For a long moment, Steve said nothing. The only emotion he felt was pity—pity for the hard life his aunt had lived, and the hard death. Sadness would come later, if there was to be a time for sadness.


The caravan reached them then. The first person Steve saw was a girl. She wore the shroud-like desert garment and her face—it would be a pretty face under other circumstances, Steve realized—was etched with lines of fatigue. Steve did not recognize her. "Who is he, Dad?" the girl said.

"Young Cantwell. Remember?"

So this was Mary Whiting, Steve thought. Why, she'd been a moppet ten years ago! How old? Ten years old maybe.
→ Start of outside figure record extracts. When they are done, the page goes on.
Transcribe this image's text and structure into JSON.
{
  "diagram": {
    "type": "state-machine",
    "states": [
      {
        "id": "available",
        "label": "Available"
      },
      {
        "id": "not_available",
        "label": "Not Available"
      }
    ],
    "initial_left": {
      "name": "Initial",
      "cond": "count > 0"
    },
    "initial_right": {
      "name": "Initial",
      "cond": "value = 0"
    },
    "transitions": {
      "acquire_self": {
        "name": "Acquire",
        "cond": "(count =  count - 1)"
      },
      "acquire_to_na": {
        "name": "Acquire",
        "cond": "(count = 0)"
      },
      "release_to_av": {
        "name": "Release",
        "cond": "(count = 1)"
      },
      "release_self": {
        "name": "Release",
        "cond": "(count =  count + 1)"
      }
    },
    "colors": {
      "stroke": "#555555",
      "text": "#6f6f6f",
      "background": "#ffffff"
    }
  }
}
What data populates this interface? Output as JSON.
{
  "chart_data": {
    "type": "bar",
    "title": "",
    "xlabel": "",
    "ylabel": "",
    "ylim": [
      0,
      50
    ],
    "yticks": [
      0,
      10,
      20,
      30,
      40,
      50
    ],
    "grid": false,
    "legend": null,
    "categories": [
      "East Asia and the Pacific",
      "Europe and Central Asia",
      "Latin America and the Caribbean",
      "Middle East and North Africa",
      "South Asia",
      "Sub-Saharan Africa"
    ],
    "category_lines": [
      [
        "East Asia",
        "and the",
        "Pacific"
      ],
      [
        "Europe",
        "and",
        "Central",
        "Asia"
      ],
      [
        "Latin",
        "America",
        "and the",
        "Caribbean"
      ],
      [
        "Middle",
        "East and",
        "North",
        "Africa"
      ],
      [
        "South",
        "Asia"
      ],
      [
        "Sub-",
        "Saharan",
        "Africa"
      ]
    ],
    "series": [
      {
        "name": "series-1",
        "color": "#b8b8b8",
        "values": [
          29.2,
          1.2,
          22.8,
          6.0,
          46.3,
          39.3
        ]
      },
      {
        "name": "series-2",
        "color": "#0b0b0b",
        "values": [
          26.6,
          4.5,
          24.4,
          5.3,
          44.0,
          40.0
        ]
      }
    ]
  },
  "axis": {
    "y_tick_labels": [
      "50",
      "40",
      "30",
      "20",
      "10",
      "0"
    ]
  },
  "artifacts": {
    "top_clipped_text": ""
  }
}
The years crowded him suddenly. She was a woman now....

"Steve Cantwell?" Mary said. "Of course I remember. Hello, Steve. I—I'm sorry you had to come back at a time like this. I'm sorry about your aunt. If there's anything I can do...."

Steve shook his head, then shook the hand she offered him. She was a slim, strong girl with a firm handshake. Her concern for him at a time like this was little short of amazing, especially since it was completely genuine.

He appreciated it.

Tobias Whiting said: "Shame of it is, Cantwell, some of us could get along with the Kumaji. I had a pretty good business here, you know that." He looked with bitterness at the dusty file of refugees. "But I never got a credit out of it. Wherever we wind up, my girl and I will be poor again. We could have been rich."

Steve asked, "What happened to all your profits?"